From the editor’s desk | Front page ‘holes’ make for troubling weekend

Published 5:00 am Wednesday, June 5, 2019

Matthew and Sara Allison beam in a photo taken in front of Crater Lake, their last bit of Oregon sightseeing, before leaving to return home to Boise in June 2016. Sara was behind the wheel of their Ford Focus so Matthew could rest during the drive on narrow Highway 20 east of Burns when James Decou of Clearfield, Utah, drove his flat-bed hauling semi head-on into the couple’s car. Sara was killed in the crash. He was 27, she was 30, and they were married five years.

During my stint in the U.S. Army, I picked up a lot of life lessons. One of those examples was from an officer I knew who once told me that as a leader you are responsible for all that your men and women do and what they don’t do. The message, of course, was simple and harkens back to President Harry S. Truman’s “the buck stops here.”

The buck at the East Oregonian doesn’t necessarily stop with me — I work for our publisher — but the triumphs and defeats of the newsroom are a direct reflection upon me as the editor. When we do something extraordinary, it is my job — as a leader — to spread the praise among those who I lead. However, when a newsroom mistake happens, I am accountable because, in the end, I am the editor.

Last weekend, we made an obvious and serious mistake on our front page. Subscribers — and anyone else who purchased our weekend edition — saw two large “holes” or white spaces on our front page. The two wide-open spaces represented where an advertisement and a photo with the story “Road rage case ends with $26.5M verdict” should have been placed and were in the page that were proofed throughout the evening, but did not make it to the final product. I could tell you all about the technical reasons the ad and photo, which accompanies this column, did not make it to the press. And while they are all valid and concerns that we have addressed inside the newsroom and other departments here at the paper, at the end of the day they don’t matter.

What does matter is that this was a serious error and I take full responsibility.

I take the responsibility not only because it is the right thing to do, but because it is essential that we immediately admit errors or miscues as quickly as we can. That’s because our creditability is at stake, and, in the end, the only thing we really have as journalists is that credibility. The mistake was acute in another way — it made us look unprofessional.

Two large empty spaces on the front page of the East Oregonian should have been obvious mistakes picked up somewhere by someone, but they were not. The failure on our end also took away from the story, which was done to honor the memory of Sara Allison, who was killed in a 2017 head-on collision near Burns. While the story itself told the amazing story, accompanying visuals distracted from the final product, and that is unacceptable to Sara’s memory.

What you need to know, dear reader, is simple. We understand we made a mistake. I, as editor, take responsibility for it and I will institute even more internal safeguards to ensure something like that doesn’t happen again.

We could easily just move forward, not call attention to the miscue and pretend it didn’t happen. That isn’t how I work as an editor. Stepping forward to take responsibility is easy when accolades pile up, but when something goes wrong it can be a difficult endeavor. I believe, though, that we must always stand ready to take credit where it is due — but, more importantly, stand up and be accountable when something goes awry.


EXERCISE PROMPT :: Without including pictures, set down every record exactly as it stands.

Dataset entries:

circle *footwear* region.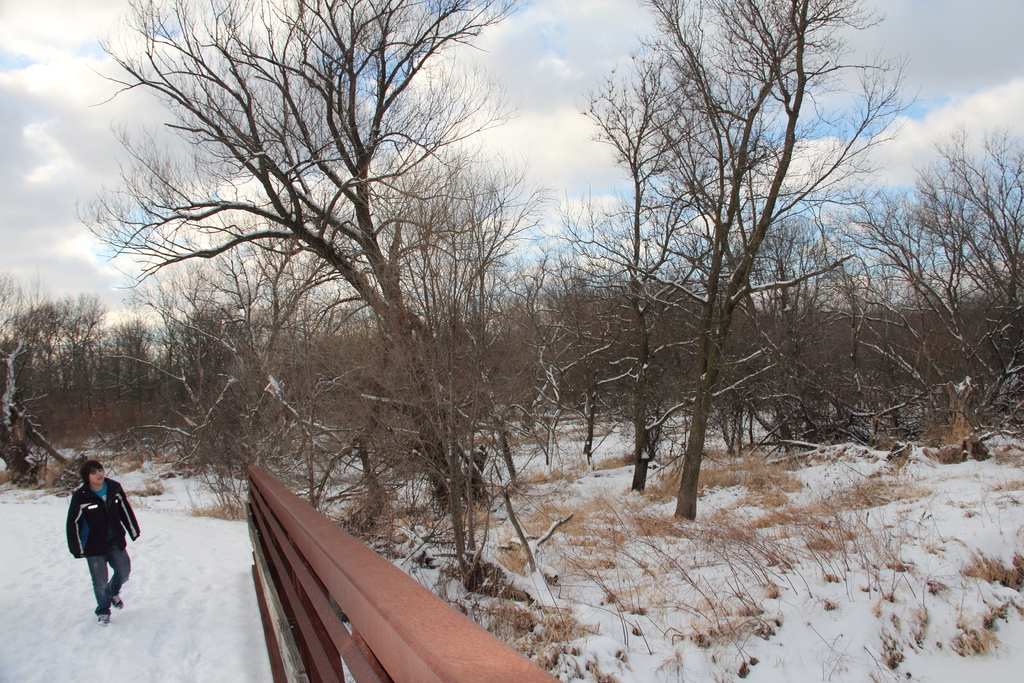
Region: 113:594:124:611.
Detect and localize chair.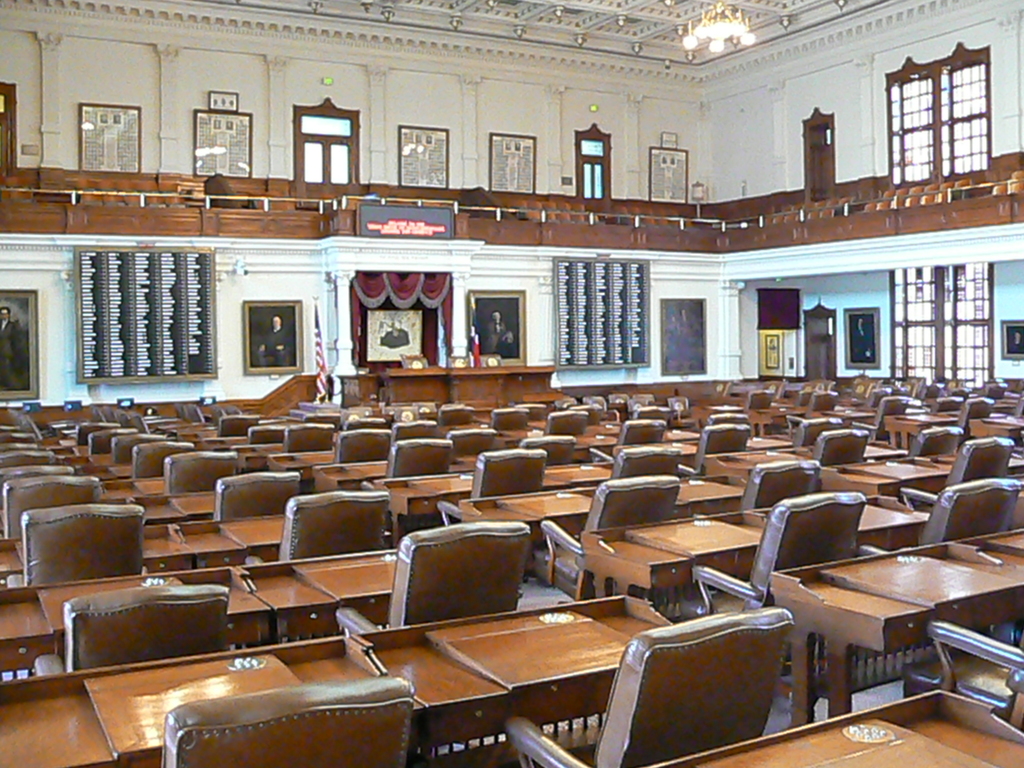
Localized at <region>165, 448, 239, 500</region>.
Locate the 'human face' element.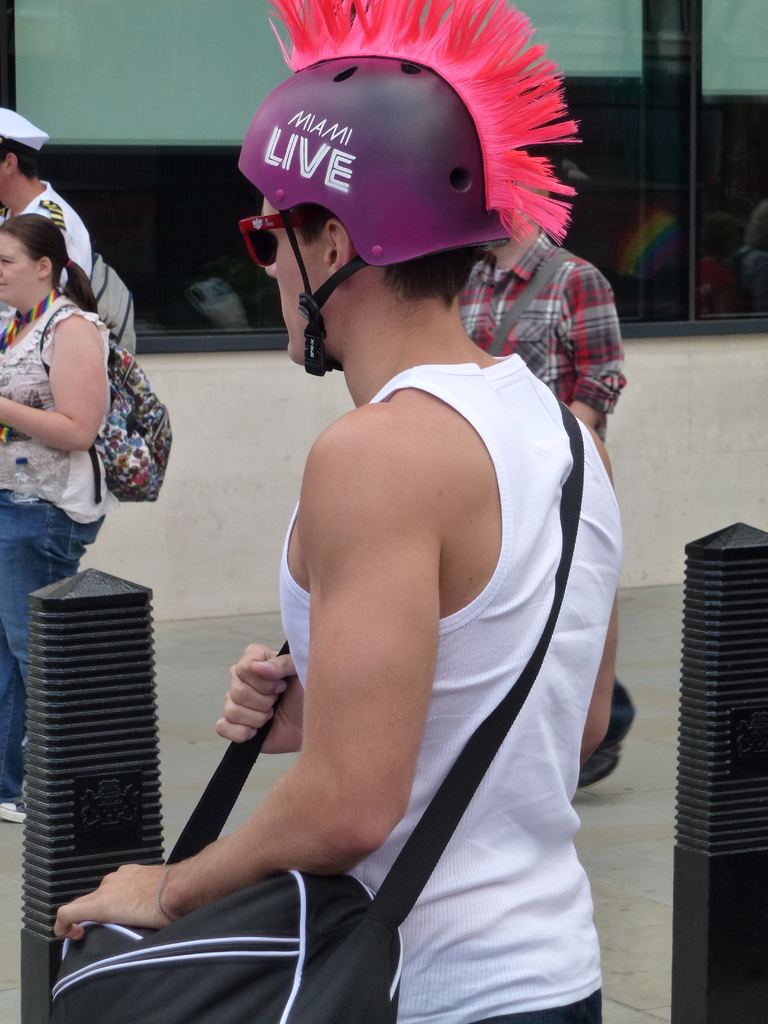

YOUR SOLUTION ::
circle *footwear* region.
Region: 113:594:124:611.
Detect and localize chair.
Localized at <region>165, 448, 239, 500</region>.
Locate the 'human face' element.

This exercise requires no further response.